Trump's drug pricing plan will make the rest of the world pay its fair share

FakeNews

Literotica Guru
Joined
Jan 25, 2017
Posts
1,418
Drug affordability is rightly a top concern for Americans. President Trump recently launched an unprecedented effort to fix this problem with a proposal to tackle excessively high drug prices while still preserving incentives for medical innovation, which ensures better future health.

First, the president's plan would cut domestic drug prices by dismantling the burdensome government approval and reimbursement policies that inhibit healthy competition. Second, the plan would combat foreign government policies that devalue intellectual property rights and create unfair pricing systems that force drug manufacturers to sell to foreign buyers at unreasonably low prices.

Ideally, prices should reflect the social value of treatments, regardless of who pays—patients or taxpayers. In essence, President Trump's plan would stop overpricing of drugs at home and underpricing abroad.

Government policies that restrict competition are one of the main reasons that Americans end up shouldering the burden of high drug prices. For example, the lengthy drug approval process erects large entry barriers for both brand-name drugs and their cheaper generic counterparts. FDA's work to facilitate timely generic entry is estimated to have saved Americans billions of dollars last year alone.
https://www.cnbc.com/2018/06/06/tru...ll-make-rest-of-world-pay-its-fair-share.html
 
The one that got away: Obamacare and the drug industry

President Barack Obama’s landmark health care bill shook up the health care system. One key player escaped the upheaval largely unscathed: Big Pharma.

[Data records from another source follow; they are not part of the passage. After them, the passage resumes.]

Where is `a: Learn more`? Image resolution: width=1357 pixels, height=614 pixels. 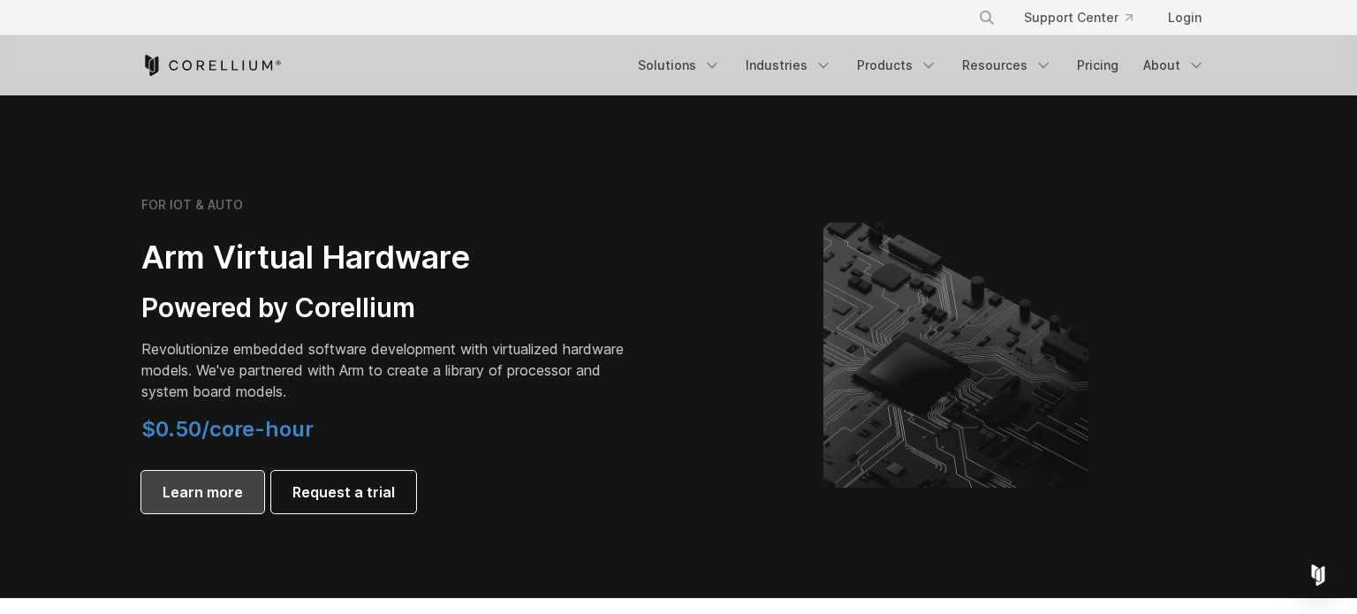
a: Learn more is located at coordinates (202, 492).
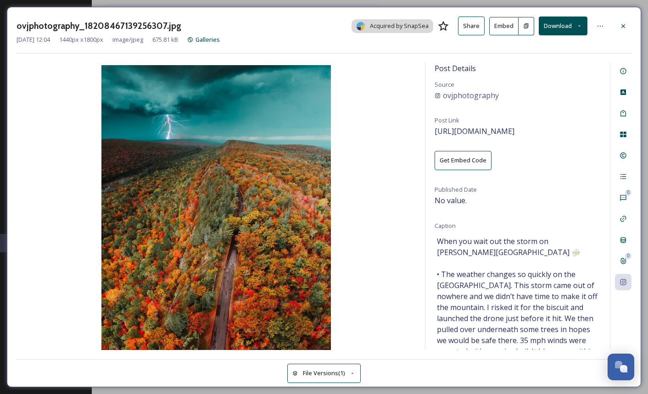  Describe the element at coordinates (504, 26) in the screenshot. I see `button: Embed` at that location.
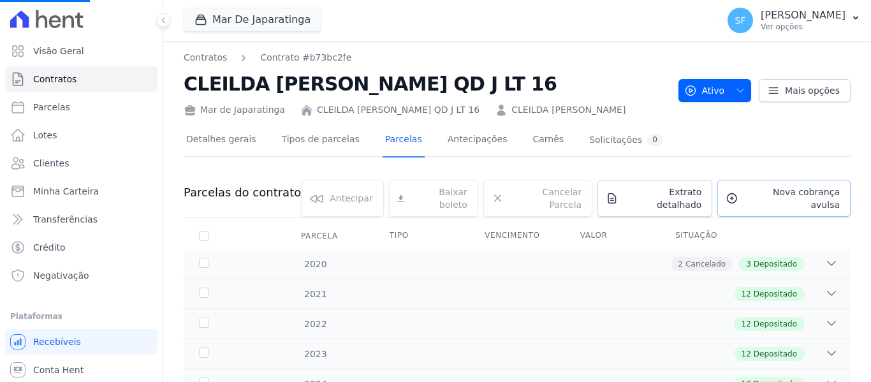 This screenshot has height=382, width=871. What do you see at coordinates (791, 198) in the screenshot?
I see `span: Nova cobrança avulsa` at bounding box center [791, 198].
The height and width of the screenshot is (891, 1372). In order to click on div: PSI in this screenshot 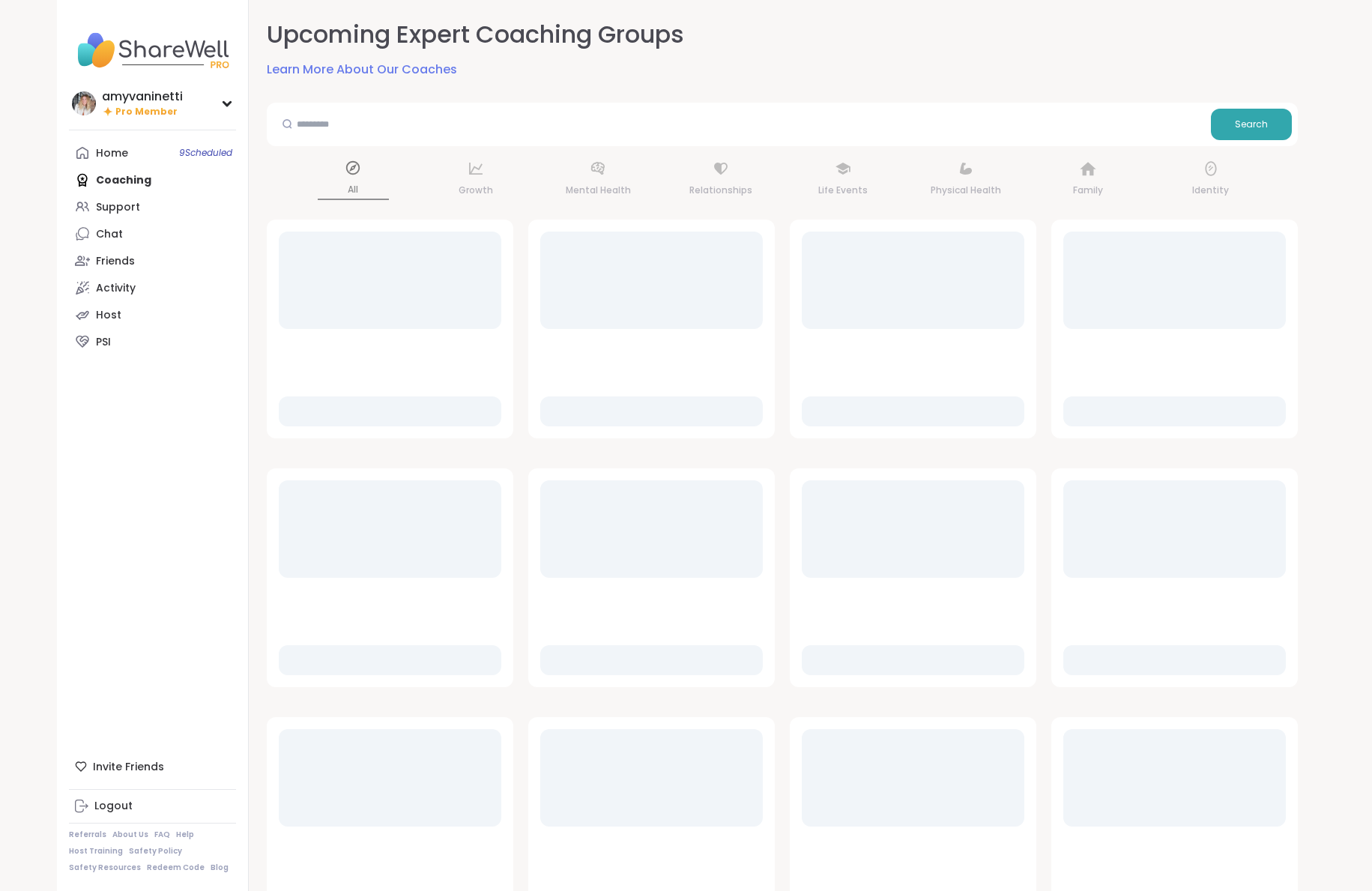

Scrounging up all the money to pay for Obamacare’s massive coverage expansion brought deep pay cuts to hospitals and health plans. And for those industries, it fundamentally changed the rules of the game.

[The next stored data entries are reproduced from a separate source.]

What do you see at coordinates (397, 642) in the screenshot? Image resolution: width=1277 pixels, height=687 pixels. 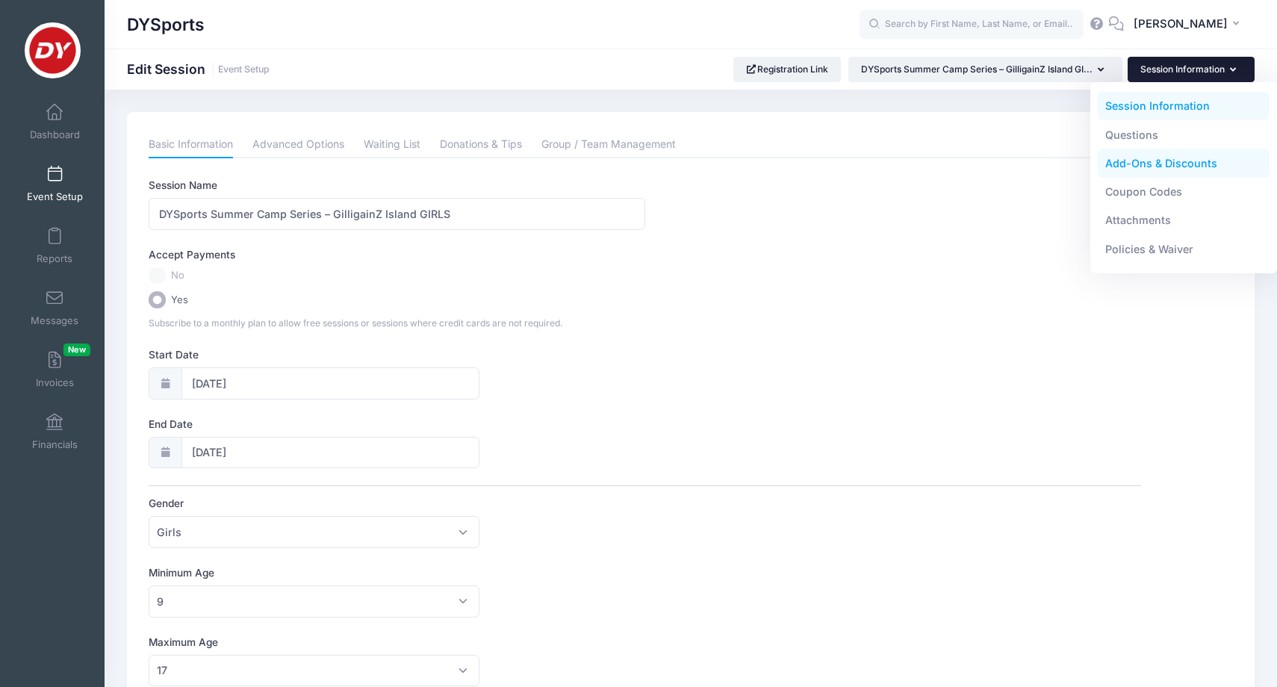 I see `label: Maximum Age` at bounding box center [397, 642].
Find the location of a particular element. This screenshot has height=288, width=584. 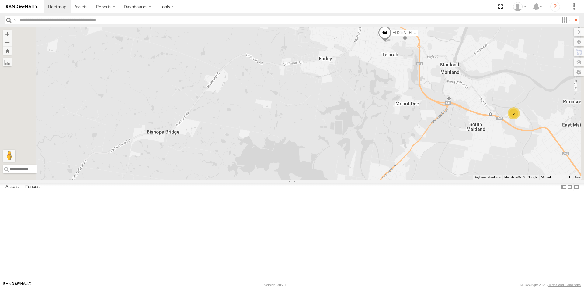

label: Dock Summary Table to the Right is located at coordinates (570, 187).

The pharmaceutical industry, on the other hand, hasn’t much changed — except its prices are higher and there’s nothing in the health law that allows the government to push back. Prescription drugs are now the fastest growing category of medical costs. Pharma companies are charging $84,000 for a new hepatitis C cure, more than $14,000 for new cholesterol treatments. Novel cancer therapies routinely run six figures.
https://www.politico.com/story/2016/07/obamacare-prescription-drugs-pharma-225444
 
It's all good until you get the bill or someone pokes an eye out.

or a natural disaster. we could have utopia if mother nature would calm the fuck down and let everyone live in peace.
 
When tort liability is capped and repriced into the cost of doing business in the drug industry they will be even cheaper.:)

Tort liability is what is keeping Big Pharma honest. Without it, what you get is Ford's "it's cheaper to pay them a few thousand after they die" memo in the Pinto case as a business plan.

You only need to go look at the death benefit cap in your State's Workers' Compensation law to realize how little your life is worth to big money.
 
the forces of evil(Nations and madmen) are deep into drugs of all kinds, for profit. The holy algorithm directs the institution to the fastest easiest best way to meet a profit goal; absolutely 100% irrespective of any laws or regulations. So ObamaCare or TrumpCare, I suspect the same DeepState people will manipulate to take profits. I might have been more hopeful if Marie Le Pen had won in France.
 
Tort liability is what is keeping Big Pharma honest. Without it, what you get is Ford's "it's cheaper to pay them a few thousand after they die" memo in the Pinto case as a business plan.

You only need to go look at the death benefit cap in your State's Workers' Compensation law to realize how little your life is worth to big money.

The cost of unlimited tort compensation priced into the sale price is why the cost of drugs is higher in the United States than other places served by the same manufacturers, and most of the compensation judgments got to trial attorneys not the victim. There are much more effective means of disciplining manufacturers than stealing the shareholder's equity to create a gravy train for trial lawyers.
 
We walked to farmacias just across the border at Naco Arizona-Sonora. We bought medicinals made at the same plants as those same meds bought stateside for 1/3 to 1/10 the USA price. The druggist wrote prescriptions if needed. Border Patrol didn't care that we returned with our personal supplies. Just no more than one bottle of tequila each, duty-free.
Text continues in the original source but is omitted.